Sunday 28 October 2012

Now and Then: Doom

Father/son bonding varies from family to family. Some fathers take their sons to the the park to play football. Some fathers take their sons fishing. Some fathers take their sons bowling. My father and I went to Hell.

Back in 1994 we had a 486 PC. It was noisy and cranky and bigger than some Scottish villages I've been to. It didn't have a CD-ROM drive, only having truck with floppies, and we had a great deal of freeware and shareware games that came free with PC magazines of the time. Rescue Rover (an early id software game based on saving a dog from robots by using mirrors) was a perennial favourite, as was a game about collecting letters to spell words whose name escapes me. Our longtime favourite was The Catacomb Abyss, a proto-FPS where you were a wizard shooting fireballs out of your hands at zombies and demons that looked like they were made of bad jam. You were hunting down an evil bastard of a Necromancer called Nemesis who was insanely overpowered and ugly to boot. There was lots of key hunting and blasting secret doors and being condescendingly told that "you should use your cure potions wisely" after you had been ganked by some flying bastard.

Well I wish you'd told me that before this nasty sod murdered me.

The game we didn't have, and really wanted, was the next rung up on the evolutionary ladder from the Catacomb Abyss. We wanted Doom.

Doom was everywhere at the time, exploding onto computers all over the world in big gory blobs. The only problem for us was that it was everywhere on CD-ROM, which our poor primitive device could not use. It would have looked at a CD with incomprehension, a baffled look on its monitor, and then probably have pitched a fit that would mean my dad spending a week combing through the accursed AUTOEXEC.BAT file.

We knew the game could be purchased on floppy disk, but in the dark days before Amazon a manual trawl was required. We tried every computer hardware and software shop in Nottingham looking for a copy of Ultimate Doom (Doom + a new campaign, Thy Flesh Consumed) on floppy disk, all to no avail. We even went to Mansfield, of all places, to see if we could hunt it down (important note - don't go to Mansfield for any reason). Eventually we stopped in Beatties, a shop that mainly sold model trains and planes but stocked a few videogames too, on the offchance that they could help us out. They did not disappoint, and Ultimate Doom descended upon the Barker household.

At the time, we played as a team. My dad was at the helm, moving and shooting, and I was on navigation, remembering where we had been and not been, and giving advice that veered between useless ("Shoot him, dad! Shoot him!") and critical ("You can't use a rocket launcher at close range, dad, that's why we're dead."). As I was but 10 years old at the time, I would have been useless at the controls, but that didn't stop me from pouring scorn on my dad's abilities everytime a demon chewed our face off or everytime my dad pulled "the rocket pistol trick" (see previous parentheses).

We developed our own vocabulary for the fiendish monstrosities of The Pit that were lined up against us. Cacodemons became known as "Wobblyjobs". Barons of Hell were formally and respectfully referred to as "His Baronialness". The hulking Cyberdemon was known to us as "AAAAAAAAARGHRUNAWAYRUNAWAYRUNRUNRUN".

This guy... This is not my kind of guy.

One of the best aspects of Doom was the mood - adrenaline-drenched panic, a twitchy paranoia that made you desperately fearful of what lay around the next corner whilst still encouraging you to forge ahead at near-breakneck pace. That mood was what took hold whenever you would see a room that was pitch-black save for a solitary spotlit chaingun. You knew it was booby-trapped. You knew that whatever was breathing heavily was in the dark, watching you with demonic blood-red eyes. You knew the second you touched it the room would suddenly transform into a cross between an HP Lovecraft short story and Glasgow on a Saturday night. You knew, and were afraid, and exhilarated, and did it anyway. And my dad and I did it together.

I think it may have been these experiences that instilled in me a love of co-op gaming. My favourite shooter of the last few years is Left 4 Dead 2, and I love it because you're working with the other players rather than just trying to mercilessly teabag them. Perhaps it's because in a co-operative game your successes and failures are shared - the narrative you construct is at once personal enough for you to own it and social enough for those playing alongside you to own it too.

I will probably be going to spend christmas with my dad. I think I'll take my 360 and a second controller. Doom and Doom 2 both have permanent residence on the hard drive, and the gates of Hell are waiting to be kicked in once again. I know he won't be particularly comfortable with a twin-stick control scheme, but that's ok. I'm a great navigator.

His Baronialness' hospitality awaits you. He can wait for a long, long time.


**Brief**
Among the entries below, please show each line that carries the word "this".

**Figure record extracts**
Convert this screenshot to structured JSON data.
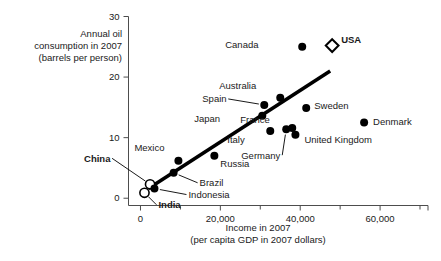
{
  "chart_data": {
    "type": "scatter",
    "title": "",
    "xlabel": "Income in 2007",
    "xlabel_sub": "(per capita GDP in 2007 dollars)",
    "ylabel_lines": [
      "Annual oil",
      "consumption in 2007",
      "(barrels per person)"
    ],
    "xlim": [
      -3000,
      72000
    ],
    "ylim": [
      -1.2,
      30
    ],
    "xticks": [
      0,
      20000,
      40000,
      60000
    ],
    "xtick_labels": [
      "0",
      "20,000",
      "40,000",
      "60,000"
    ],
    "xticks_minor": [
      10000,
      30000,
      50000,
      70000
    ],
    "yticks": [
      0,
      10,
      20,
      30
    ],
    "ytick_labels": [
      "0",
      "10",
      "20",
      "30"
    ],
    "grid": false,
    "legend": "none",
    "marker_color": "#000000",
    "trendline": {
      "label": "",
      "x0": 2000,
      "y0": 1.6,
      "x1": 47500,
      "y1": 21.0,
      "color": "#000000"
    },
    "points": [
      {
        "name": "India",
        "x": 1000,
        "y": 0.9,
        "marker": "open-circle",
        "label_bold": true,
        "label_dx": 14,
        "label_dy": 12,
        "leader": true
      },
      {
        "name": "China",
        "x": 2400,
        "y": 2.3,
        "marker": "open-circle",
        "label_bold": true,
        "label_dx": -40,
        "label_dy": -26,
        "leader": true
      },
      {
        "name": "Indonesia",
        "x": 3500,
        "y": 1.6,
        "marker": "filled-circle",
        "label_bold": false,
        "label_dx": 34,
        "label_dy": 6,
        "leader": true
      },
      {
        "name": "Brazil",
        "x": 8300,
        "y": 4.2,
        "marker": "filled-circle",
        "label_bold": false,
        "label_dx": 26,
        "label_dy": 10,
        "leader": true
      },
      {
        "name": "Mexico",
        "x": 9500,
        "y": 6.2,
        "marker": "filled-circle",
        "label_bold": false,
        "label_dx": -14,
        "label_dy": -13,
        "leader": false
      },
      {
        "name": "Russia",
        "x": 18500,
        "y": 7.0,
        "marker": "filled-circle",
        "label_bold": false,
        "label_dx": 6,
        "label_dy": 8,
        "leader": false
      },
      {
        "name": "Japan",
        "x": 30500,
        "y": 13.6,
        "marker": "filled-circle",
        "label_bold": false,
        "label_dx": -42,
        "label_dy": 3,
        "leader": false
      },
      {
        "name": "Spain",
        "x": 31000,
        "y": 15.4,
        "marker": "filled-circle",
        "label_bold": false,
        "label_dx": -38,
        "label_dy": -6,
        "leader": true
      },
      {
        "name": "Italy",
        "x": 32500,
        "y": 11.1,
        "marker": "filled-circle",
        "label_bold": false,
        "label_dx": -26,
        "label_dy": 9,
        "leader": false
      },
      {
        "name": "Australia",
        "x": 35000,
        "y": 16.6,
        "marker": "filled-circle",
        "label_bold": false,
        "label_dx": -24,
        "label_dy": -12,
        "leader": false
      },
      {
        "name": "Germany",
        "x": 36500,
        "y": 11.4,
        "marker": "filled-circle",
        "label_bold": false,
        "label_dx": -6,
        "label_dy": 26,
        "leader": true
      },
      {
        "name": "France",
        "x": 38000,
        "y": 11.6,
        "marker": "filled-circle",
        "label_bold": false,
        "label_dx": -22,
        "label_dy": -8,
        "leader": false
      },
      {
        "name": "United Kingdom",
        "x": 38800,
        "y": 10.5,
        "marker": "filled-circle",
        "label_bold": false,
        "label_dx": 9,
        "label_dy": 5,
        "leader": false
      },
      {
        "name": "Sweden",
        "x": 41500,
        "y": 14.9,
        "marker": "filled-circle",
        "label_bold": false,
        "label_dx": 8,
        "label_dy": -2,
        "leader": false
      },
      {
        "name": "Canada",
        "x": 40500,
        "y": 25.0,
        "marker": "filled-circle",
        "label_bold": false,
        "label_dx": -44,
        "label_dy": -2,
        "leader": false
      },
      {
        "name": "Denmark",
        "x": 56000,
        "y": 12.5,
        "marker": "filled-circle",
        "label_bold": false,
        "label_dx": 9,
        "label_dy": -1,
        "leader": false
      },
      {
        "name": "USA",
        "x": 48000,
        "y": 25.2,
        "marker": "open-diamond",
        "label_bold": true,
        "label_dx": 9,
        "label_dy": -6,
        "leader": false
      }
    ]
  }
}
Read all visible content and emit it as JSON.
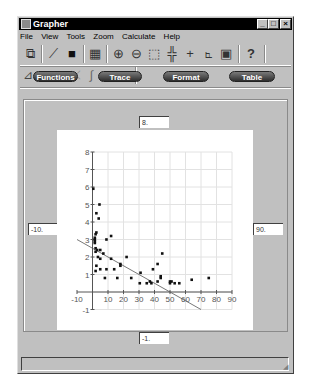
{
  "window": {
    "title": "Grapher",
    "controls": {
      "minimize": "_",
      "maximize": "□",
      "close": "×"
    }
  },
  "menu": [
    {
      "label": "File",
      "accel": "F"
    },
    {
      "label": "View",
      "accel": "V"
    },
    {
      "label": "Tools",
      "accel": "T"
    },
    {
      "label": "Zoom",
      "accel": "Z"
    },
    {
      "label": "Calculate",
      "accel": "C"
    },
    {
      "label": "Help",
      "accel": "H"
    }
  ],
  "toolbar1": [
    {
      "name": "new-graph-icon",
      "glyph": "⧉"
    },
    {
      "name": "draw-function-icon",
      "glyph": "⟋"
    },
    {
      "name": "camera-icon",
      "glyph": "■"
    },
    {
      "name": "grid-layout-icon",
      "glyph": "▦"
    },
    {
      "name": "zoom-in-icon",
      "glyph": "⊕"
    },
    {
      "name": "zoom-out-icon",
      "glyph": "⊖"
    },
    {
      "name": "zoom-box-icon",
      "glyph": "⬚"
    },
    {
      "name": "axes-scale-icon",
      "glyph": "╬"
    },
    {
      "name": "crosshair-icon",
      "glyph": "+"
    },
    {
      "name": "plot-points-icon",
      "glyph": "⦜"
    },
    {
      "name": "table-window-icon",
      "glyph": "▣"
    },
    {
      "name": "help-icon",
      "glyph": "?"
    }
  ],
  "toolbar2": [
    {
      "name": "linear-fit-icon",
      "glyph": "⊿"
    },
    {
      "name": "quadratic-fit-icon",
      "glyph": "∪"
    },
    {
      "name": "cubic-fit-icon",
      "glyph": "∩"
    },
    {
      "name": "exponential-fit-icon",
      "glyph": "⤫"
    },
    {
      "name": "integrate-icon",
      "glyph": "∫"
    },
    {
      "name": "area-fill-icon",
      "glyph": "◢"
    },
    {
      "name": "shaded-curve-icon",
      "glyph": "◡"
    }
  ],
  "tabs": [
    {
      "label": "Functions"
    },
    {
      "label": "Trace"
    },
    {
      "label": "Format"
    },
    {
      "label": "Table"
    }
  ],
  "bounds": {
    "ymax": "8.",
    "ymin": "-1.",
    "xmin": "-10.",
    "xmax": "90."
  },
  "status_text": "",
  "chart_data": {
    "type": "scatter",
    "title": "",
    "xlabel": "",
    "ylabel": "",
    "xlim": [
      -10,
      90
    ],
    "ylim": [
      -1,
      8
    ],
    "grid": true,
    "x_ticks": [
      -10,
      10,
      20,
      30,
      40,
      50,
      60,
      70,
      80,
      90
    ],
    "y_ticks": [
      -1,
      1,
      2,
      3,
      4,
      5,
      6,
      7,
      8
    ],
    "points": [
      [
        0.5,
        5.9
      ],
      [
        4.5,
        5.0
      ],
      [
        2.5,
        4.5
      ],
      [
        4,
        4.2
      ],
      [
        2,
        3.3
      ],
      [
        2.5,
        3.4
      ],
      [
        1.5,
        3.1
      ],
      [
        1.5,
        3.0
      ],
      [
        1.5,
        2.9
      ],
      [
        1.5,
        2.8
      ],
      [
        9,
        3.0
      ],
      [
        12,
        3.2
      ],
      [
        2,
        2.5
      ],
      [
        3,
        2.4
      ],
      [
        5,
        2.4
      ],
      [
        2,
        2.3
      ],
      [
        7,
        2.2
      ],
      [
        3.5,
        2.0
      ],
      [
        5,
        1.9
      ],
      [
        12,
        1.9
      ],
      [
        22,
        2.0
      ],
      [
        18,
        1.6
      ],
      [
        18,
        1.5
      ],
      [
        2.5,
        1.5
      ],
      [
        5,
        1.3
      ],
      [
        2,
        1.2
      ],
      [
        9,
        1.3
      ],
      [
        14,
        1.3
      ],
      [
        8,
        0.8
      ],
      [
        16,
        0.8
      ],
      [
        25,
        0.8
      ],
      [
        31,
        1.1
      ],
      [
        30.5,
        0.5
      ],
      [
        35,
        0.5
      ],
      [
        37,
        0.6
      ],
      [
        38,
        0.5
      ],
      [
        39,
        1.3
      ],
      [
        42,
        1.6
      ],
      [
        42,
        0.6
      ],
      [
        44,
        0.9
      ],
      [
        44,
        0.8
      ],
      [
        45,
        2.2
      ],
      [
        50,
        0.6
      ],
      [
        50,
        0.5
      ],
      [
        51,
        0.6
      ],
      [
        53,
        0.5
      ],
      [
        56,
        0.5
      ],
      [
        64,
        0.7
      ],
      [
        75,
        0.8
      ]
    ],
    "fit_line": {
      "type": "linear",
      "slope": -0.05,
      "intercept": 2.5,
      "x_range": [
        -10,
        70
      ]
    }
  }
}
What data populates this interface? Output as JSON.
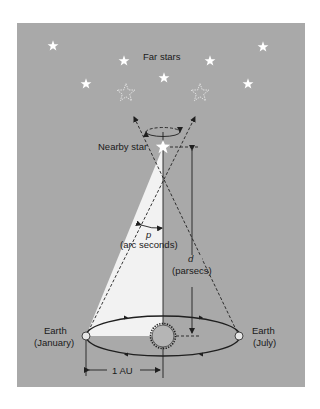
{
  "diagram": {
    "type": "stellar-parallax",
    "colors": {
      "panel_bg": "#a9a9a9",
      "page_bg": "#ffffff",
      "parallax_wedge": "#f2f2f2",
      "stars": "#ffffff",
      "lines": "#1f1f1f",
      "sun_fill": "#b5b5b5",
      "earth_fill": "#e6e6e6"
    },
    "labels": {
      "far_stars": "Far stars",
      "nearby_star": "Nearby star",
      "p_symbol": "p",
      "p_unit": "(arc seconds)",
      "d_symbol": "d",
      "d_unit": "(parsecs)",
      "earth_january_line1": "Earth",
      "earth_january_line2": "(January)",
      "earth_july_line1": "Earth",
      "earth_july_line2": "(July)",
      "au_label": "1 AU"
    },
    "far_star_count": 8,
    "apparent_positions": [
      "left-hollow-star",
      "right-hollow-star"
    ]
  }
}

**Written reply**
Convert this screenshot to structured JSON data.
What data populates this interface? Output as JSON.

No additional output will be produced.